Exhibit 2: Loan-Level Modeling Yields Greater Insight from Smaller Samples

Again assume we segregate loans into four categories based on this third variable. Now we have 4^3= 64 equal-sized buckets. With loan-level modeling we need around 12,000 loans. With bucketing we need around 100,000 loans, an average of around 1,600 per bucket. As the graph shows in Exhibit 2, a bucketing approach forces us to choose between less insight and an astronomical sample size requirement. As we increase the number of variables used to forecast credit losses, the sample needed for loan-level modeling increases slightly, but the sample needed for bucketing explodes.
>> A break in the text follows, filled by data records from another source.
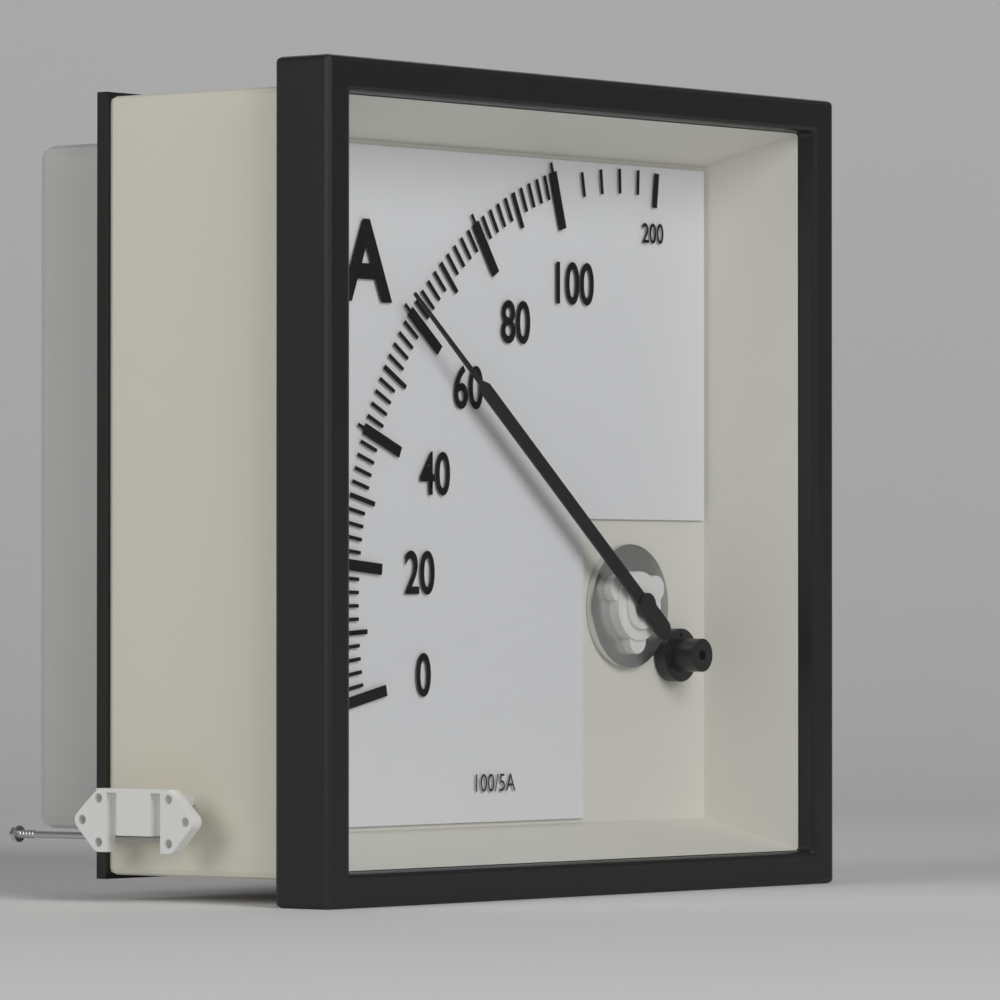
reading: 60 A
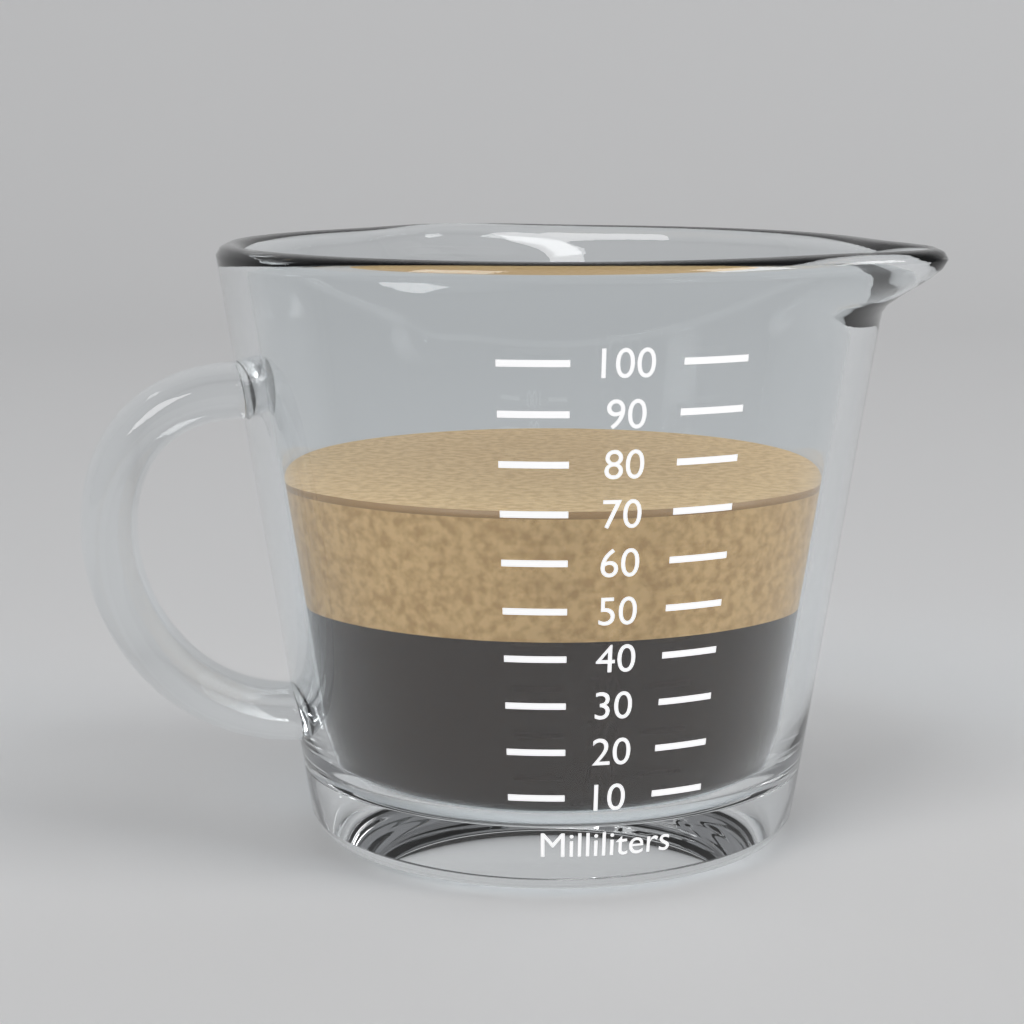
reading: 70 ml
This points to loan-level modeling as the best solution because well-performing CECL models incorporate many variables. (Another benefit of loan-level credit models, one that is of particular interest to investors, is that the granular intelligence they provide can facilitate better loan screening and pricing decisions.)
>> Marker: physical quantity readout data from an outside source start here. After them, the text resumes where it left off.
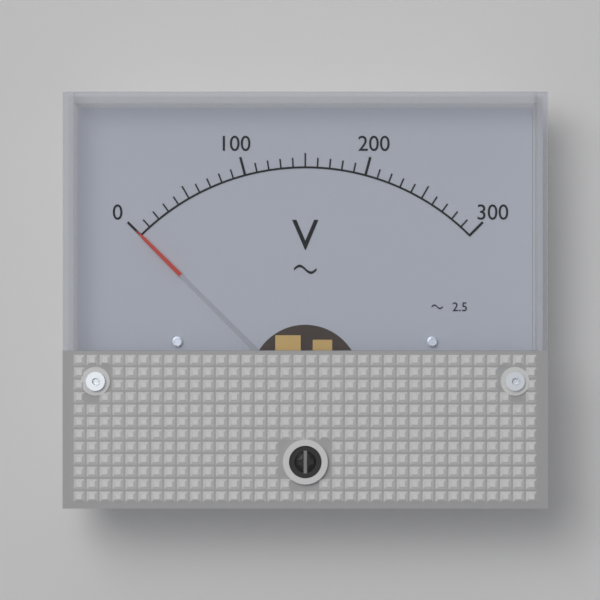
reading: 0 V
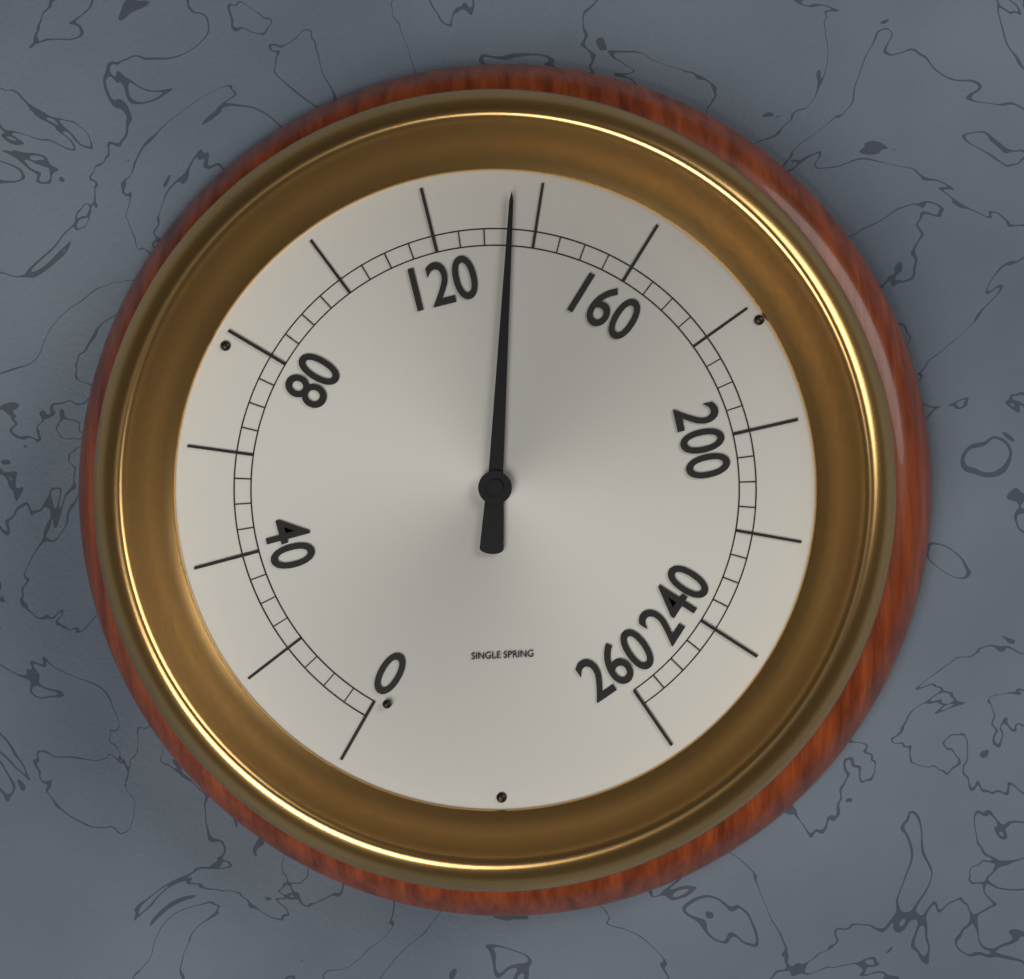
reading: 135 (no unit)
CECL Data Requirements: Sample Size for Loan-Level Modeling

Determining the sample size needed for loan-level modeling is an iterative process based on the standard errors reported in the model output of a statistical software package. After estimating and running a model on your existing sample, convert the error margin of each default rate (1.96 × the standard error of the default rate estimate to generate a 95% confidence interval) into an error margin of dollars lost by multiplying the default rate error margin by loss severity and the relevant principal balance. Next, sum each dollar error margin to determine whether the aggregate dollar error margin is within the materiality threshold, and adjust the sample size up or down as necessary. The second part in our series on CECL data requirements will lay out the data fields that should be collected and preserved to support CECL modeling.